Dr Rachel Mathieson invited to be panellist at Emory University's virtual workshop: Vulnerability and the Human Condition Initiative
The online workshop will be hosted by Emory University and takes place across Friday 12 and Saturday 13 March 2021.
“The workshop seeks to look at the status of workers in a corporate system, considering how corporations have changed from grudgingly addressing human vulnerability within a capitalist scheme of wage labour, to increasing rejection of the very idea that human vulnerability should be a matter of corporate concern” states the event page.
The event abstract positions the concepts of vulnerability theory, the employment relationship, and the State which are the key themes of the workshop: “vulnerability theory identifies the human condition as one of universal and constant vulnerability. That vulnerability is managed and mediated through the creation of social institutions and relationships. As part of the state mechanism for distributing social goods and ensuring society’s welfare, those institutions ultimately can and should be judged by how responsive they are to human vulnerability.”
Dr Mathieson, Research Fellow in the School of Education, will be a panellist alongside eight other scholars from institutions across the United States and Australia. Dr Mathieson’s contribution will focus on the experiences of teachers in schools and colleges in the UK.
“Increasing marketisation of education, and the neoliberal approach to individual responsibility and accountability, are leaving teachers short of organisational support, and teachers are finding themselves targeted or blamed for individual failings or lack of professionalism defined and measured by the institution for which they work. Teaching unions often have to make recourse to protected characteristics such as disability or gender to secure any protection for individual teachers” explains Dr Mathieson.
The session delivered by Dr Mathieson will explore how a vulnerability perspective, which identifies the human condition as one of universal and constant vulnerability, managed and mediated through social institutions and relationships, could help with understanding need to develop resilience through community, rather than individuality.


• [Work task] Keep the pictures out of the copy and print all the entries below exactly.

• [Records excerpted from a collection]
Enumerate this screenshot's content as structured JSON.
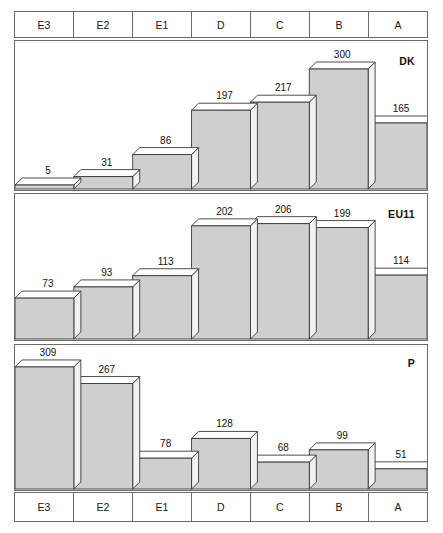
{
  "categories_top": [
    "E3",
    "E2",
    "E1",
    "D",
    "C",
    "B",
    "A"
  ],
  "categories_bottom": [
    "E3",
    "E2",
    "E1",
    "D",
    "C",
    "B",
    "A"
  ],
  "colors": {
    "bar_face": "#cfcfcf",
    "bar_top": "#ffffff",
    "bar_side": "#f2f2f2",
    "outline": "#3a3a3a",
    "frame": "#6b6b6b",
    "text": "#161616"
  },
  "panels": [
    {
      "label": "DK",
      "values": [
        5,
        31,
        86,
        197,
        217,
        300,
        165
      ]
    },
    {
      "label": "EU11",
      "values": [
        73,
        93,
        113,
        202,
        206,
        199,
        114
      ]
    },
    {
      "label": "P",
      "values": [
        309,
        267,
        78,
        128,
        68,
        99,
        51
      ]
    }
  ],
  "chart_data": {
    "type": "bar",
    "title": "",
    "subtitle": "",
    "xlabel": "",
    "ylabel": "",
    "grid": false,
    "legend_position": "none",
    "note": "Three stacked 3-D bar panels sharing one category axis (E3..A); each panel is labelled at its right with DK, EU11 and P respectively. Values are printed above every bar.",
    "categories": [
      "E3",
      "E2",
      "E1",
      "D",
      "C",
      "B",
      "A"
    ],
    "series": [
      {
        "name": "DK",
        "values": [
          5,
          31,
          86,
          197,
          217,
          300,
          165
        ]
      },
      {
        "name": "EU11",
        "values": [
          73,
          93,
          113,
          202,
          206,
          199,
          114
        ]
      },
      {
        "name": "P",
        "values": [
          309,
          267,
          78,
          128,
          68,
          99,
          51
        ]
      }
    ],
    "panels": [
      {
        "label": "DK",
        "categories": [
          "E3",
          "E2",
          "E1",
          "D",
          "C",
          "B",
          "A"
        ],
        "values": [
          5,
          31,
          86,
          197,
          217,
          300,
          165
        ],
        "ylim": [
          0,
          300
        ]
      },
      {
        "label": "EU11",
        "categories": [
          "E3",
          "E2",
          "E1",
          "D",
          "C",
          "B",
          "A"
        ],
        "values": [
          73,
          93,
          113,
          202,
          206,
          199,
          114
        ],
        "ylim": [
          0,
          206
        ]
      },
      {
        "label": "P",
        "categories": [
          "E3",
          "E2",
          "E1",
          "D",
          "C",
          "B",
          "A"
        ],
        "values": [
          309,
          267,
          78,
          128,
          68,
          99,
          51
        ],
        "ylim": [
          0,
          309
        ]
      }
    ]
  }
}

• [Response to this exercise]
Enumerate this screenshot's content as structured JSON.
{
  "categories_top": [
    "E3",
    "E2",
    "E1",
    "D",
    "C",
    "B",
    "A"
  ],
  "categories_bottom": [
    "E3",
    "E2",
    "E1",
    "D",
    "C",
    "B",
    "A"
  ],
  "colors": {
    "bar_face": "#cfcfcf",
    "bar_top": "#ffffff",
    "bar_side": "#f2f2f2",
    "outline": "#3a3a3a",
    "frame": "#6b6b6b",
    "text": "#161616"
  },
  "panels": [
    {
      "label": "DK",
      "values": [
        5,
        31,
        86,
        197,
        217,
        300,
        165
      ]
    },
    {
      "label": "EU11",
      "values": [
        73,
        93,
        113,
        202,
        206,
        199,
        114
      ]
    },
    {
      "label": "P",
      "values": [
        309,
        267,
        78,
        128,
        68,
        99,
        51
      ]
    }
  ],
  "chart_data": {
    "type": "bar",
    "title": "",
    "subtitle": "",
    "xlabel": "",
    "ylabel": "",
    "grid": false,
    "legend_position": "none",
    "note": "Three stacked 3-D bar panels sharing one category axis (E3..A); each panel is labelled at its right with DK, EU11 and P respectively. Values are printed above every bar.",
    "categories": [
      "E3",
      "E2",
      "E1",
      "D",
      "C",
      "B",
      "A"
    ],
    "series": [
      {
        "name": "DK",
        "values": [
          5,
          31,
          86,
          197,
          217,
          300,
          165
        ]
      },
      {
        "name": "EU11",
        "values": [
          73,
          93,
          113,
          202,
          206,
          199,
          114
        ]
      },
      {
        "name": "P",
        "values": [
          309,
          267,
          78,
          128,
          68,
          99,
          51
        ]
      }
    ],
    "panels": [
      {
        "label": "DK",
        "categories": [
          "E3",
          "E2",
          "E1",
          "D",
          "C",
          "B",
          "A"
        ],
        "values": [
          5,
          31,
          86,
          197,
          217,
          300,
          165
        ],
        "ylim": [
          0,
          300
        ]
      },
      {
        "label": "EU11",
        "categories": [
          "E3",
          "E2",
          "E1",
          "D",
          "C",
          "B",
          "A"
        ],
        "values": [
          73,
          93,
          113,
          202,
          206,
          199,
          114
        ],
        "ylim": [
          0,
          206
        ]
      },
      {
        "label": "P",
        "categories": [
          "E3",
          "E2",
          "E1",
          "D",
          "C",
          "B",
          "A"
        ],
        "values": [
          309,
          267,
          78,
          128,
          68,
          99,
          51
        ],
        "ylim": [
          0,
          309
        ]
      }
    ]
  }
}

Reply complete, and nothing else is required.